Should College Students Be Tested to Hold Institutions Accountable for Student Learning?

Trusteeship
May/June
2006
Number: 
3
Volume: 
14
By 
Stephen Klein
Trusteeship

The federal “No Child Left Behind” law (NCLB) requires that states test all their third through eighth graders, as well as students in at least one high school grade, annually in reading and mathematics. Testing these students makes sense because of the critical importance of these subjects and because virtually all students receive instruction in them.

In that broad sense, there is a common core curriculum applicable to every school’s mission. States reinforce this common core in several ways, such as specifying statewide curriculum goals for each subject and grade level, selecting certain tests for statewide use, and approving certain textbooks for statewide adoption.

But postsecondary education is different. Colleges and universities have varying missions. Students choose differing academic majors. Even within an institution, faculty members often disagree on what should be taught in their field and how learning should be measured. In short, one size does not fit all.

Hence, the NCLB approach is not applicable to colleges. However, the increasing push for accountability by parents, trustees, and the elected officials has led accrediting agencies and the public to put more pressure on colleges and universities to provide information about educational outcomes. This pressure has led some to suggest looking at how well students perform on admissions tests for graduate and professional schools.

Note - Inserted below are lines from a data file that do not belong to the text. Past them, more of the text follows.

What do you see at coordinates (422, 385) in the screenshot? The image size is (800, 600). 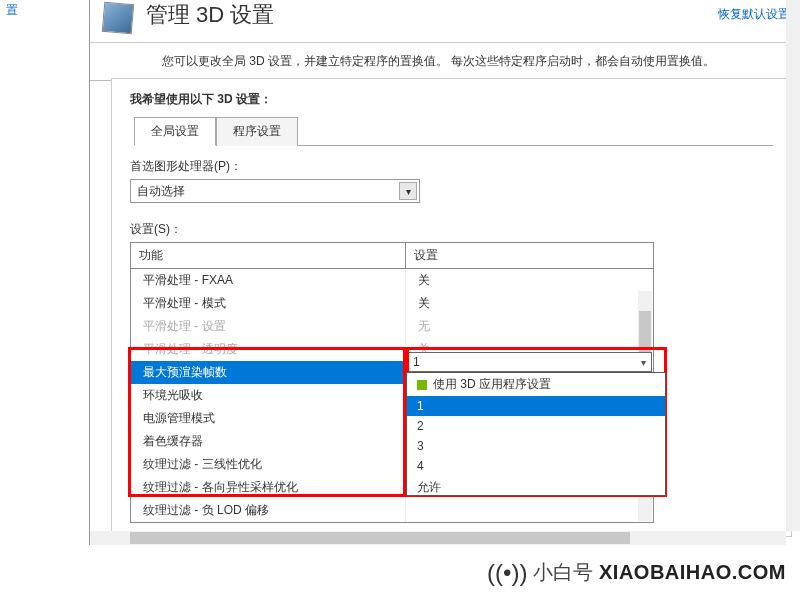 I see `nvidia-icon` at bounding box center [422, 385].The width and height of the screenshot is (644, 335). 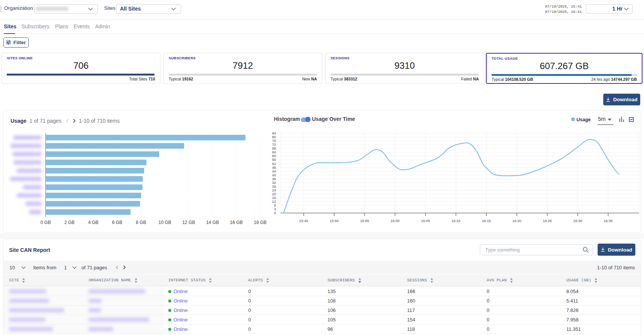 I want to click on svg-text: 68, so click(x=274, y=148).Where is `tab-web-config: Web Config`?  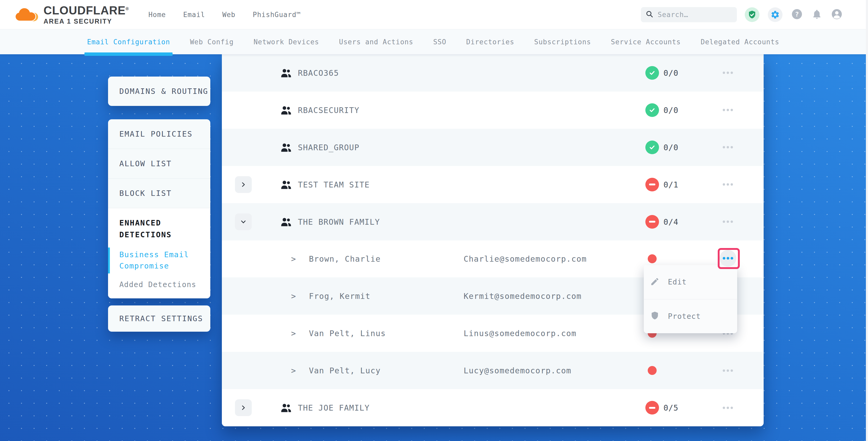 tab-web-config: Web Config is located at coordinates (212, 42).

While this approach helps solve the problem of student motivation, it has serious flaws. Different admissions tests measure different abilities. The abilities these tests measure may not be central to a school’s mission, and only a small percentage of graduates take such exams. And those who do are unlikely to be representative of a school’s graduates. Using graduate admissions tests to assess an institution’s effectiveness is therefore analogous to measuring the oral communication skills of a school’s graduates on the basis of the performance of its debate team.

NCLB and graduate school admissions tests rely almost exclusively on multiple-choice questions. This reliance stems from statistical, logistical, and cost considerations. For example, it is much cheaper to process several hundred machinescored answer sheets than it is to grade a student’s essay. Although multiple-choice tests are effective in measuring many things, they are not appropriate for evaluating the higher order abilities we expect of college students. For example, open-ended tests are needed to assess a student’s ability to spot flaws and logical inconsistencies in someone else’s arguments and to integrate information from various sources to effectively form, present, and justify their own conclusions.

Some colleges have responded to accountability pressures by leaving it up to faculty in each department to develop their own indicators of student learning that are tailored to their specific goals. While this strategy has some positive features, it cannot assess whether the improvements that do occur at an institution (say, between freshmen and senior years) are exemplary, adequate, or below par.

To make that type of judgment, we need benchmarks common across institutions. Only then can we assess whether the gains at a school are more or less than what would be expected given the incoming abilities of its students.

These considerations have led the Council for Aid to Education to develop a set of open-ended measures called the Collegiate Learning Assessment (CLA) that are administered and scored online. These measures assess some of the important abilities that are mentioned in almost every college’s mission statement, such as written communication skills, problem solving, critical thinking, and analytic reasoning. CLA results are reported in terms of whether a school’s gains are more or less than what would be expected given (1) its students’ entering abilities (as measured by their SAT and ACT scores) and (2) the gains of comparable students at other schools.

Under NCLB, each state selects its own tests and passing scores; thus, there is no uniformity in standards. In contrast, the CLA uses the same value-added metric for all schools, encourages high standards, and emphasizes improvement. I see this as the more promising option for assessing learning.

Read the other perspective -- Steve Uhlfelder argues that "poor student mastery of basic skills shows higher education must maintain higher standards."